Conflicts and instability are hampering the fight against hunger in the Middle East at a time when undernourishment is on the rise, the U.N.'s Food and Agriculture Organization warned Wednesday.
Presenting a report on the Near East and North Africa region's progress on Millennium Development Goals set in 1990, FAO said MENA was the only region of the world in which hunger had increased.

More than 10,000 jihadists have been killed in air strikes against the Islamic State group over a nine-month coalition campaign, U.S. deputy secretary of state Antony Blinken said on Wednesday.
"We have seen enormous losses from Daesh (IS), more than 10,000 since the beginning of the campaign and this will end up having an impact," Blinken told French radio, without specifying whether the losses were in Iraq or Syria.

Human Rights Watch accused Jordan on Wednesday of leaving hundreds of Syrian refugees stranded in the desert along its border with little access to aid after closing informal frontier crossings.
"Jordanian authorities have severely restricted" the movement since March of refugees fleeing the war in Syria, the watchdog said in a statement.
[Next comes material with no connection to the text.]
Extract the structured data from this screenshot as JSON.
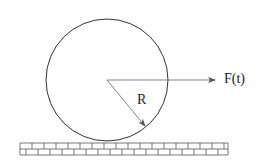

At least 37 people, including 10 children, were killed in government barrel bomb attacks in northern Syria on Wednesday, a monitoring group said.
The Syrian Observatory for Human Rights said the deaths came in three incidents, in Aleppo province in the north and Idlib province in the northwest.

The seat of the Maronite church announced on Wednesday that Patriarch Beshara al-Rahi will not hold talks with Syrian officials during his visit to Damascus next week.
Bkirki's press officer Walid Ghayyad said the June 8 trip is “pastoral and will not include any political meetings.”

French Prime Minister Manuel Valls said Tuesday that 110 jihadists who left French territory to fight with the Islamic State group had died in Iraq and Syria.
"More than 860 individuals have spent time in these countries, 471 of which are still there and 110 of which are dead," Valls told the Senate as it studies an intelligence bill approved by lawmakers in May.

Turkish President Recep Tayyip Erdogan on Tuesday filed a criminal complaint against a top daily newspaper and its editor for publishing images allegedly showing trucks belonging to the state intelligence service helping send weapons to rebels in Syria.
Erdogan has accused the opposition daily Cumhuriyet and its editor-in-chief Can Dundar of "publishing images and information contrary to the truth" and "obtaining and disseminating secret information," the official Anatolia news agency reported.

Tajikistan on Tuesday replaced its former special forces head who claims he skipped the country to fight for the Islamic State group and is now on Interpol's wanted list.
The Central Asian country is reeling from the shock defection of 40-year-old Colonel Gulmorod Halimov, which was revealed in an apparent IS propaganda video last week.

The Islamic State jihadist group has claimed a suicide attack on an Iraqi police base north of Baghdad that killed at least 37 people.
A Somali man detonated an explosives-rigged armoured vehicle inside the base, while a Tajik and a Syrian blew up a Humvee and a truck in the area, IS said in an online statement.

Iranian President Hassan Rouhani accused Arab and Western governments of miscalculating in their backing for Syrian rebels as the U.S.-led coalition against the Islamic State group gathered in Paris Tuesday.
Speaking at a reception for Syria's visiting parliament speaker Jihad al-Lahham, Rouhani renewed Tehran's longstanding accusation that it was those governments' support for armed insurgency against its Damascus ally that had led to the rise of the jihadists.